A Quote by Arthur Conan Doyle

A client is to me a mere unit, a factor in a problem. — © Arthur Conan Doyle
A client is to me a mere unit, a factor in a problem.
I've never had a problem with a dumb client. There is no such thing as a bad client. Part of our job is to do good work and get the client to accept it.
I think a problem for most people in a fiduciary capacity is to eliminate self and greed and all those things so that they can actually be in a fiduciary capacity where the artist comes first or the client, whoever the client happens to be.
Advertising agencies don't care about a better world in the end. They are servants of their client: what the client wants is what they get. Their only problem is to not lose the budget. I think its a shame because advertising is so boring and it can be so interesting. They should ask more artists to make interesting campaigns.
The X Factor is something that's real. Once you find that X Factor, it's undeniable. No matter what the critics say about our band, we obviously have the X Factor. Redfoo has got the X Factor.
I don't have a problem with 'Idol' or 'X Factor,' I have a problem with when those things are not given the proper contextual hue.
Nobody should force you to do a bad piece of work in your whole life - no client, no creative director, nobody. The job isn't to please the client; the job is to produce something for the client that makes them incredibly successful.
There's a problem with political polling in that you have so much pressure to do what your client wants you to do and say what your client wants you to say. I've never felt that pressure. I am independent of the political parties.
Sometimes clients have a sophisticated view of their design problem, sometimes they do not. I often spend time with the client redefining the problem, going back to the beginning. Often the problem is just a symptom. Sometimes you have to move back in order to move forward to understand what the nature of the solution should be.
The matter of fees is important, far beyond the mere question of bread and butter involved. Properly attended to, fuller justice is done to both lawyer and client.
To a poet the mere making of a poem can seem to solve the problem of truth, but only a problem of art is solved in poetry.
To a poet the mere making of a poem can seem to solve the problem of truth…but only a problem of art is solved in poetry.
My suggestion and my recommendation is, to solve the problem in Korea, you need to solve that problem with China. It's a client state of China.
I don't want being a woman to be a factor, or being short to bea factor, or being Jewish to be a factor, or anything that makes you outside some design "norm"that I don't understand anyway. That makes me nervous.
The single biggest problem in design is finding out from the client what it is that they really want.
The most dangerous thing that can happen to us, I think, is to permit a feeling to develop that any client is a problem. I have always taken the attitude that no account is a 'problem account' but that all accounts have important problems attached to them - that you can waste more time and burn up more nervous energy by fighting a problem than by taking a positive attitude and solving it. It sure gives you a nice, warm glow when you do.
Must love be ever treated with profaneness as a mere illusion? or with coarseness as a mere impulse? or with fear as a mere disease? or with shame as a mere weakness? or with levity as a mere accident? whereas it is a great mystery and a great necessity, lying at the foundation of human existence, morality, and happiness,--mysterious, universal, inevitable as death.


◆ What you are asked to do: Retype, exactly and completely, the listing that comes next, skipping its images.
= = = = =
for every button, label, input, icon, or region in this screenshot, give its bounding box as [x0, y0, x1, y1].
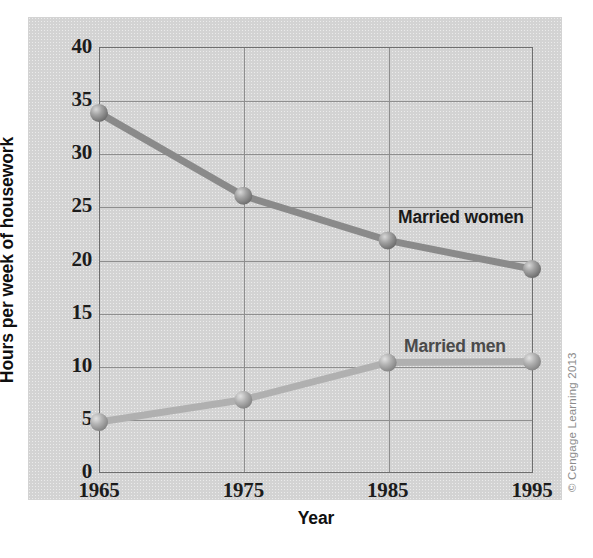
series-label-married-men: Married men: [404, 336, 506, 357]
y-axis-tick-40: 40: [44, 34, 92, 59]
x-axis-tick-1975: 1975: [223, 478, 264, 503]
gridline-horizontal: [100, 367, 532, 368]
gridline-vertical: [244, 48, 245, 472]
gridline-horizontal: [100, 314, 532, 315]
chart-figure: 0510152025303540 1965197519851995 Hours …: [0, 0, 593, 558]
y-axis-tick-5: 5: [44, 406, 92, 431]
y-axis-tick-10: 10: [44, 353, 92, 378]
y-axis-tick-20: 20: [44, 247, 92, 272]
plot-area: [99, 47, 533, 473]
copyright-credit: © Cengage Learning 2013: [566, 292, 578, 492]
x-axis-tick-1985: 1985: [367, 478, 408, 503]
x-axis-tick-1995: 1995: [511, 478, 552, 503]
y-axis-label: Hours per week of housework: [0, 47, 20, 473]
gridline-horizontal: [100, 261, 532, 262]
gridline-horizontal: [100, 101, 532, 102]
gridline-horizontal: [100, 154, 532, 155]
series-label-married-women: Married women: [398, 207, 524, 228]
x-axis-tick-1965: 1965: [78, 478, 119, 503]
x-axis-label: Year: [99, 508, 533, 529]
y-axis-tick-30: 30: [44, 140, 92, 165]
y-axis-tick-15: 15: [44, 300, 92, 325]
y-axis-tick-25: 25: [44, 193, 92, 218]
gridline-vertical: [389, 48, 390, 472]
gridline-horizontal: [100, 420, 532, 421]
y-axis-tick-35: 35: [44, 87, 92, 112]
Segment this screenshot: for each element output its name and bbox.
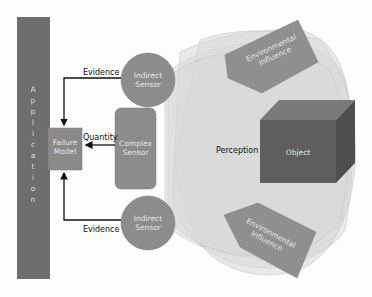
app-letter: i	[32, 130, 34, 138]
evidence-bottom-arrow	[64, 173, 121, 220]
indirect-sensor-top-label: Indirect Sensor	[126, 71, 170, 89]
indirect-sensor-bottom-line1: Indirect	[126, 214, 170, 223]
application-label: A p p l i c a t i o n	[17, 86, 49, 204]
indirect-sensor-top-line2: Sensor	[126, 80, 170, 89]
app-letter: l	[32, 119, 34, 127]
failure-model-line1: Failure	[48, 138, 82, 147]
failure-model-line2: Model	[48, 147, 82, 156]
app-letter: t	[32, 163, 35, 171]
evidence-top-label: Evidence	[83, 69, 119, 77]
app-letter: p	[31, 97, 36, 105]
object-label: Object	[260, 148, 336, 157]
quantity-label: Quantity	[83, 134, 118, 142]
complex-sensor-line1: Complex	[113, 139, 158, 148]
complex-sensor-label: Complex Sensor	[113, 139, 158, 157]
app-letter: o	[31, 185, 36, 193]
perception-label: Perception	[216, 147, 258, 155]
evidence-top-arrow	[64, 78, 121, 125]
indirect-sensor-bottom-line2: Sensor	[126, 223, 170, 232]
evidence-bottom-label: Evidence	[83, 226, 119, 234]
indirect-sensor-bottom-label: Indirect Sensor	[126, 214, 170, 232]
app-letter: a	[31, 152, 36, 160]
app-letter: i	[32, 174, 34, 182]
app-letter: p	[31, 108, 36, 116]
object-cube	[260, 100, 355, 183]
failure-model-label: Failure Model	[48, 138, 82, 156]
indirect-sensor-top-line1: Indirect	[126, 71, 170, 80]
app-letter: n	[31, 196, 36, 204]
app-letter: c	[31, 141, 35, 149]
complex-sensor-line2: Sensor	[113, 148, 158, 157]
app-letter: A	[30, 86, 35, 94]
diagram-canvas: A p p l i c a t i o n Failure Model Comp…	[0, 0, 372, 297]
= = = = =
◆ Answer to this exercise:
for every button, label, input, icon, or region in this screenshot, give its bounding box as [x0, y0, x1, y1].
series-label-married-men: Married men: [404, 336, 506, 357]
y-axis-tick-40: 40: [44, 34, 92, 59]
x-axis-tick-1975: 1975: [223, 478, 264, 503]
gridline-horizontal: [100, 367, 532, 368]
gridline-vertical: [244, 48, 245, 472]
gridline-horizontal: [100, 314, 532, 315]
chart-figure: 0510152025303540 1965197519851995 Hours …: [0, 0, 593, 558]
y-axis-tick-5: 5: [44, 406, 92, 431]
y-axis-tick-10: 10: [44, 353, 92, 378]
y-axis-tick-20: 20: [44, 247, 92, 272]
plot-area: [99, 47, 533, 473]
copyright-credit: © Cengage Learning 2013: [566, 292, 578, 492]
x-axis-tick-1985: 1985: [367, 478, 408, 503]
x-axis-tick-1995: 1995: [511, 478, 552, 503]
y-axis-label: Hours per week of housework: [0, 47, 20, 473]
gridline-horizontal: [100, 261, 532, 262]
gridline-horizontal: [100, 101, 532, 102]
gridline-horizontal: [100, 154, 532, 155]
series-label-married-women: Married women: [398, 207, 524, 228]
x-axis-tick-1965: 1965: [78, 478, 119, 503]
x-axis-label: Year: [99, 508, 533, 529]
y-axis-tick-30: 30: [44, 140, 92, 165]
y-axis-tick-15: 15: [44, 300, 92, 325]
y-axis-tick-25: 25: [44, 193, 92, 218]
gridline-vertical: [389, 48, 390, 472]
gridline-horizontal: [100, 420, 532, 421]
y-axis-tick-35: 35: [44, 87, 92, 112]
Segment this screenshot: for each element output its name and bbox.
app-letter: i	[32, 130, 34, 138]
evidence-bottom-arrow	[64, 173, 121, 220]
indirect-sensor-top-label: Indirect Sensor	[126, 71, 170, 89]
indirect-sensor-bottom-line1: Indirect	[126, 214, 170, 223]
application-label: A p p l i c a t i o n	[17, 86, 49, 204]
indirect-sensor-top-line2: Sensor	[126, 80, 170, 89]
app-letter: l	[32, 119, 34, 127]
failure-model-line1: Failure	[48, 138, 82, 147]
failure-model-line2: Model	[48, 147, 82, 156]
app-letter: t	[32, 163, 35, 171]
evidence-top-label: Evidence	[83, 69, 119, 77]
app-letter: p	[31, 97, 36, 105]
object-label: Object	[260, 148, 336, 157]
quantity-label: Quantity	[83, 134, 118, 142]
complex-sensor-line1: Complex	[113, 139, 158, 148]
complex-sensor-label: Complex Sensor	[113, 139, 158, 157]
app-letter: o	[31, 185, 36, 193]
perception-label: Perception	[216, 147, 258, 155]
evidence-top-arrow	[64, 78, 121, 125]
indirect-sensor-bottom-line2: Sensor	[126, 223, 170, 232]
evidence-bottom-label: Evidence	[83, 226, 119, 234]
indirect-sensor-bottom-label: Indirect Sensor	[126, 214, 170, 232]
app-letter: a	[31, 152, 36, 160]
app-letter: i	[32, 174, 34, 182]
app-letter: p	[31, 108, 36, 116]
object-cube	[260, 100, 355, 183]
failure-model-label: Failure Model	[48, 138, 82, 156]
indirect-sensor-top-line1: Indirect	[126, 71, 170, 80]
app-letter: n	[31, 196, 36, 204]
app-letter: c	[31, 141, 35, 149]
complex-sensor-line2: Sensor	[113, 148, 158, 157]
app-letter: A	[30, 86, 35, 94]
diagram-canvas: A p p l i c a t i o n Failure Model Comp…	[0, 0, 372, 297]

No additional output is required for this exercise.